In 2024, two new satellites have been launched to seek out methane super-emitters from house: the Environmental Protection Fund’s MethaneSAT took off in March 2024; and Carbon Mapper, launched later final 12 months as a public-private partnership.
Methane is a super-powered greenhouse gasoline. Pound-for-pound, methane is 80 times stronger than carbon dioxide within the first twenty years after launch. Over the previous two centuries, its focus has more than doubled, a a lot sooner enhance than for carbon dioxide. Methane concentrations are rising extra shortly than at any time since record-keeping started.

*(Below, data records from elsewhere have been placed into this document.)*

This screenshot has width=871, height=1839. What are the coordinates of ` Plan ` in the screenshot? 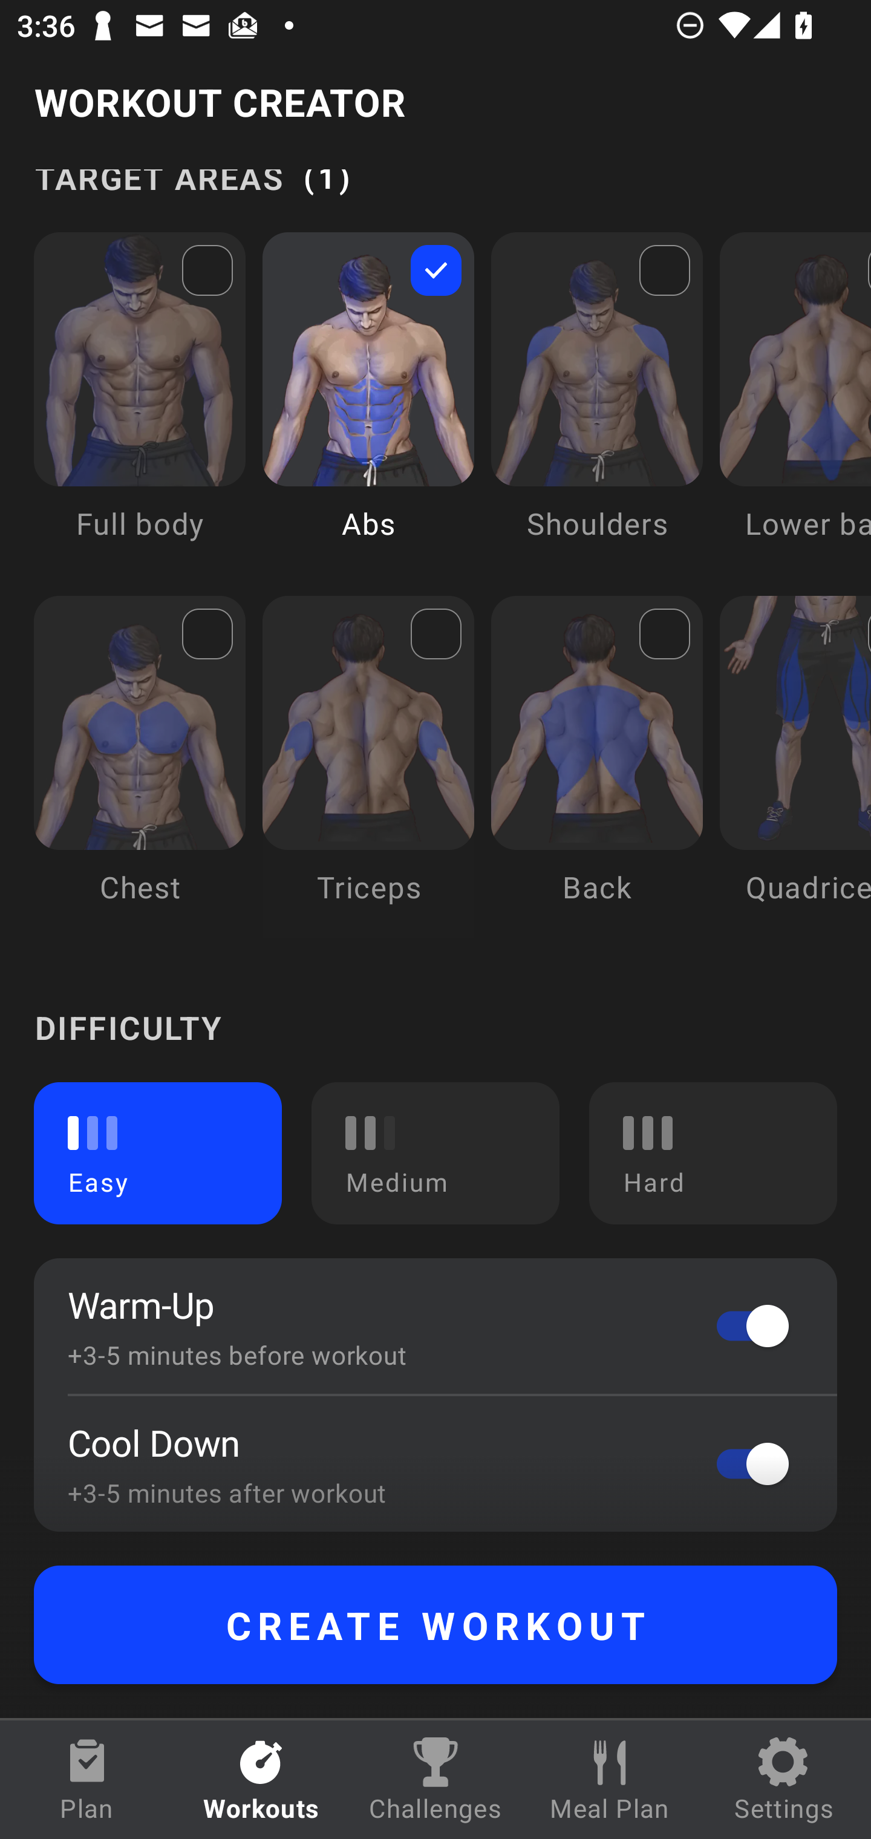 It's located at (87, 1780).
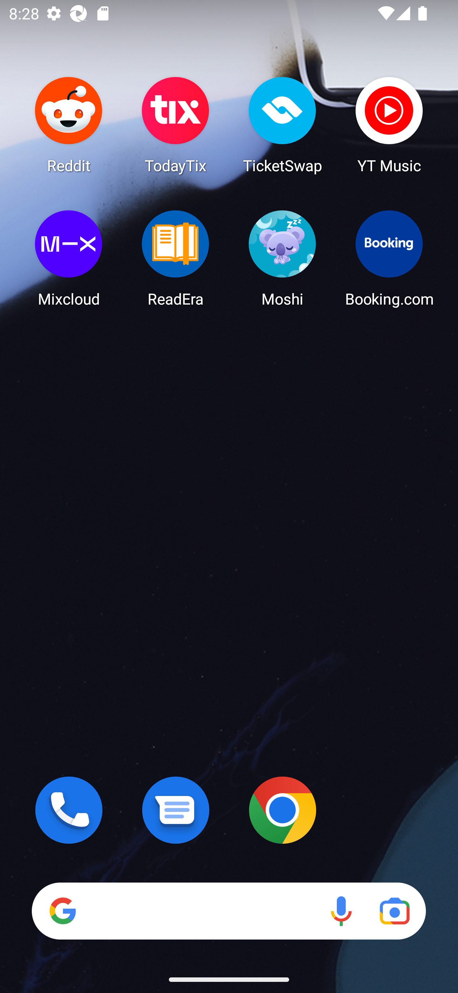 Image resolution: width=458 pixels, height=993 pixels. I want to click on Reddit, so click(69, 125).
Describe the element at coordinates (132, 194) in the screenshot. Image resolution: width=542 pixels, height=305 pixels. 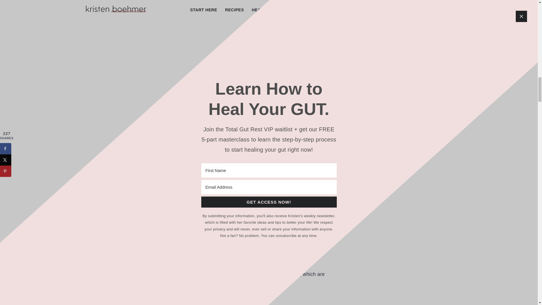
I see `raw cashew butter` at that location.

World methane emissions are additionally dominated by human actions to an extent far higher than for carbon dioxide. Greater than 60 percent of worldwide methane emissions come from human exercise: extracting fossil fuels; elevating cows that burp (not fart); dumping trash in our landfills and waste remedy websites.
The excellent news is {that a} tiny fraction of websites are liable for a lot of that air pollution. Emissions of methane are dominated by so-called super-emitters: 5 percent of facilities yield greater than half of all methane emissions in a given oil and gasoline discipline or trade. Quench these emissions and we’ll dent world methane air pollution considerably.
MethaneSAT and Carbon Mapper circle the Earth north-south in a polar orbit. Because the planet turns under them—like a basketball spinning in your finger—they see a unique band of potential emitting websites in every go.
MethaneSAT has a wider discipline of view than Carbon Mapper. The pixels it photos are 15,000 sq. miles, concerning the measurement of Montana’s Glacier Nationwide Park. It is going to be good at figuring out methane sizzling spots. Carbon Mapper, in distinction, is just like the zoom in your digicam. It is going to distinguish particular person sources on the scale of a soccer discipline, attributing methane plumes to single sources (and single homeowners) on the bottom.
There’s a caveat: Each of those satellites want daylight to see the world. This would possibly effectively lead unscrupulous homeowners of oil and gasoline corporations to order their crews to carry out facility upkeep at evening, when such satellites can’t see them. Now I don’t consider that the homeowners of most oil and gasoline corporations are unscrupulous, however a few of them are and, in 2025, they’ll go night-owl on us.
Regardless, gone are the times when big gasoline leaks just like the 2015 blowout on the Aliso Canyon pure gasoline storage discipline in Los Angeles will go unreported for weeks. That blowout sickened close by residents, led to a $1.8 billion settlement from SoCalGas to nearly 10,000 evacuated households, and in the end emitted 97,000 metric ton of methane, the largest gasoline leak in US historical past.
In 2025, these satellites will allow us to discover the world’s largest polluters. We’ll have the ability to peer into coal mines and oil and gasoline fields in distant corners of the world and nations the place we aren’t allowed to work in immediately, just like the Raspadskaya Coal Mine in Russia and the Qingshui basin in China.
We’ll discover super-emitters in the US too, and a few Fortune 500 executives may have egg on their faces. Massive oil corporations resembling ExxonMobil and Chevron and their subsidiaries might be flagged for air pollution within the Permian Basin in West Texas and the Bakken Oil Subject in North Dakota. Landfill, feedlot, and wastewater remedy operators may also be embarrassed. In 2025, there might be nowhere for the “Most Needed” methane polluters to cover.